Plastered (1998) by Monica Bonvicini

Monica Bonvicini defined in five great works

Sex, styrofoam and stairways to hell - the thought-provoking artworks that will turn you on to this great Italian artist

You might have come across her see-through toilet cubicle, or caught one of her love-swing installations, yet there’s much more to Monica Bonvicini than these headline grabbing pieces. This Italian-born, Berlin-based contemporary artist won the Golden Lion at the Venice Biennale in 1999, and has since made a name for herself with a series of brilliant multidisciplinary artworks that investigate the relationship between architecture, sex and power. Read on to learn to gain a richer understanding of her artistry in five of her most important works.

 

Still from Plastered (1998) by Monica Bonvicini
Still from Plastered (1998) by Monica Bonvicini

Wallfuckin’ (1995-96)

When Bonvicini first installed Wallfuckin' at the Neue Gesellschaft fur bildende Kunst in Berlin, she nearly banned men from the exhibition. “The entire construction crew was staring in ecstasy at the video of the naked woman masturbating on the wall,” the artist recalls. The piece, which consists of a screen displaying a woman masturbating against wall, set inside a room constructed from wood panels and drywall, is highly sexed. Yet, rather than viewing the work as simple pornography, Bonvicini was trying to demonstrate how the built environment helps construct gender and sexual identity. By placing such a video into so bare and impartial a setting, the artist demonstrates how sex and politics is never entirely absent from architecture.

 

Plastered (1998) by Monica Bonvicini
Plastered (1998) by Monica Bonvicini

Plastered (1998)

In contemporary art, few things are as commonplace and fundamental as the white-walled art gallery. Yet Bonvicini manages to subvert this trope in her 1998 work, Plastered, which involved the artist adding a new floor to the gallery space, constructed from both dry walling and polystyrene panels. Visitors complete the piece by walking across the new floor, which cracks and distorts with their footfall. By literally undermining the white cube, Bonvicini not only brought the contemporary gallery setting into question, but also the integrity of the built environment itself.

 

Stairway to Hell (2003) by Monica Bonvicini
Stairway to Hell (2003) by Monica Bonvicini

Stairway to Hell (2003)

Bonvinici’s interests in architecture, sex and politics come together again in this darkly humorous work, produced for the eighth International Istanbul Biennial. “A steel staircase, suspended from the ceiling by long strands of steel chains reminiscent of beaded curtains, and which culminated in panels of safety glass punctured by the occasional hammer crack, the work operated within a series of reversals,” writes Professor Janet Kraynak in the new Bonvicini monograph. “To climb a staircase suggests the possibility of redemption ...but in the same way as Stairway to Hell translates the beaded curtain that came to symbolize the ‘peace and love’ ethos of 1960s hippy culture into a chain-link wall, Bonvicini’s staircase offers no such redemptive moment.

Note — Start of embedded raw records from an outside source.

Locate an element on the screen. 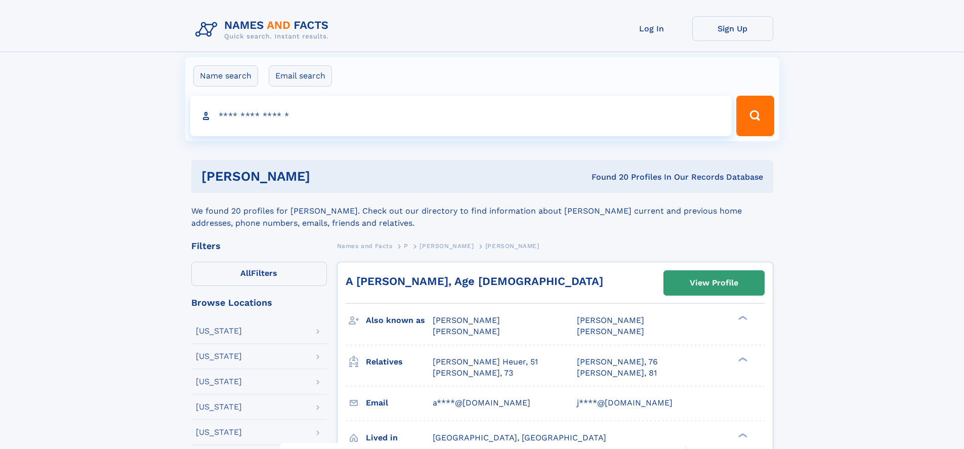 Image resolution: width=964 pixels, height=449 pixels. div: Browse Locations is located at coordinates (259, 303).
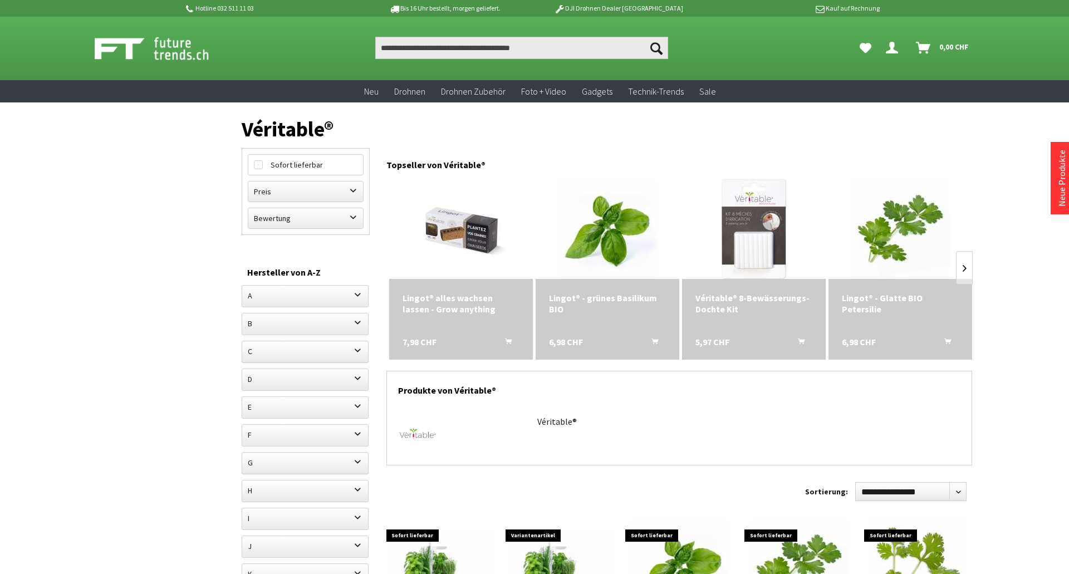 The height and width of the screenshot is (574, 1069). I want to click on a: Sale, so click(707, 91).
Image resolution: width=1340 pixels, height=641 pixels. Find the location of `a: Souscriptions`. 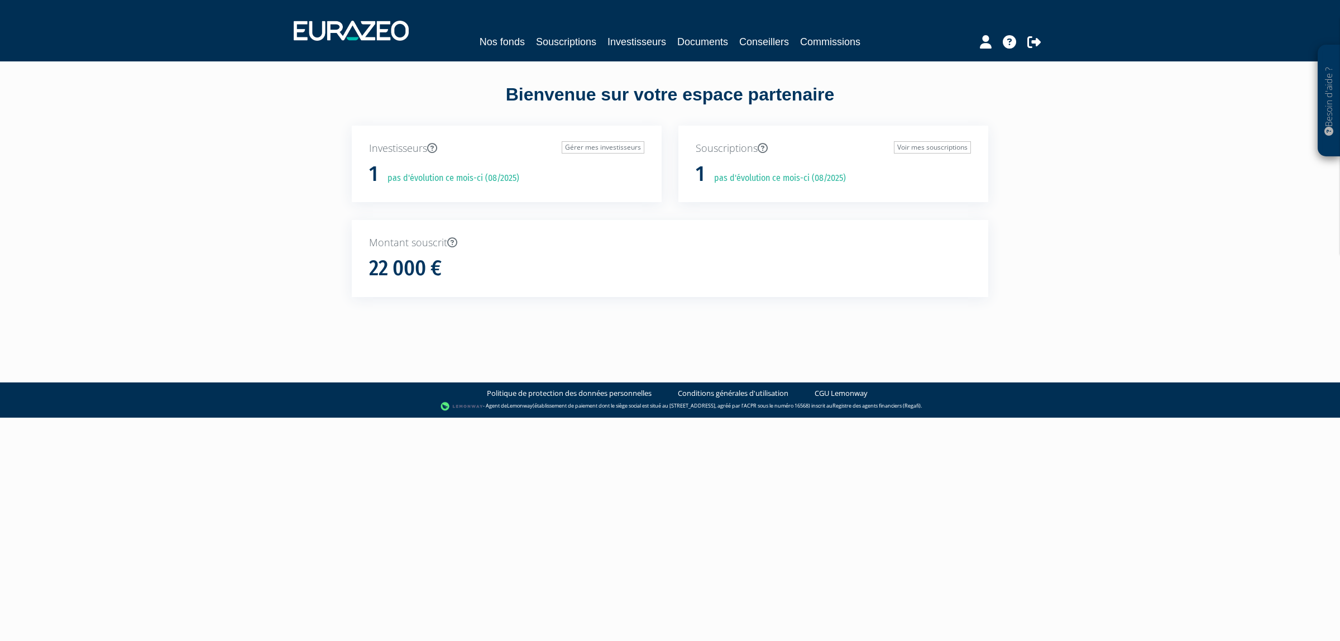

a: Souscriptions is located at coordinates (566, 42).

Trapped within this nightmarish combination of brightly lit metal and broken glass, the beholder felt precarious, though aware of its oddly unsettling beauty.”

 

She Lies (2010) by Monica Bonvicini
She Lies (2010) by Monica Bonvicini

She Lies (2010)

Bonvicini's huge, floating sculpture is anchored in a fjord beside the striking, new Olso Opera House. Built from concrete, steel, glass and Styrofoam, She Lies resembles a collapsed, glass-skinned building, yet it’s also an homage to Caspar David Friedrich’s painting Das Eismeer (1823-24) or The Sea of Ice, a German romantic oil painting, celebrating the power and majesty of the great frozen north. Bonvicini has described the work, which turns on its mooring according to the winds and sea currents, as “a monument to a state of permanent change.” “For this piece I was interested in working with the idea of the ruin via romanticism, modernism and urban development,” the artist explains in our book. “She Lies resembles a modern façade that has been crashed, or ‘crushed’.”

 

Run (night view) (2012) by Monica Bonvicini
Run (night view) (2012) by Monica Bonvicini

Run (2012)

These nine-metre high, mirrored, illuminated letters were developed as a permanent installation for the Olympic Park in London. Bonvicini remains a great admirer of Bruce Nauman, and has, like the great American artist, produced a number of text works. However, RUN was a strange commission, Bonvicini recalls, because, when she was asked to come up with the work, the site was “a place that is yet to be, a place that is yet to come, a place with no real identity yet.”

Today, while its sporting meaning is quite clear, RUN takes on deeper, more varied connotations, thanks in no small part to its high-powered LED, set inside the letters, which produces “the effect of an infinite and psychedelic light,” Bonvicini explains. “I could not have built those two works out of cardboard.” And their mirrored, mesmeric form could not have been produced by any other contemporary artist.

Keen to find out more about this interesting artist? Then take a look at our new book here.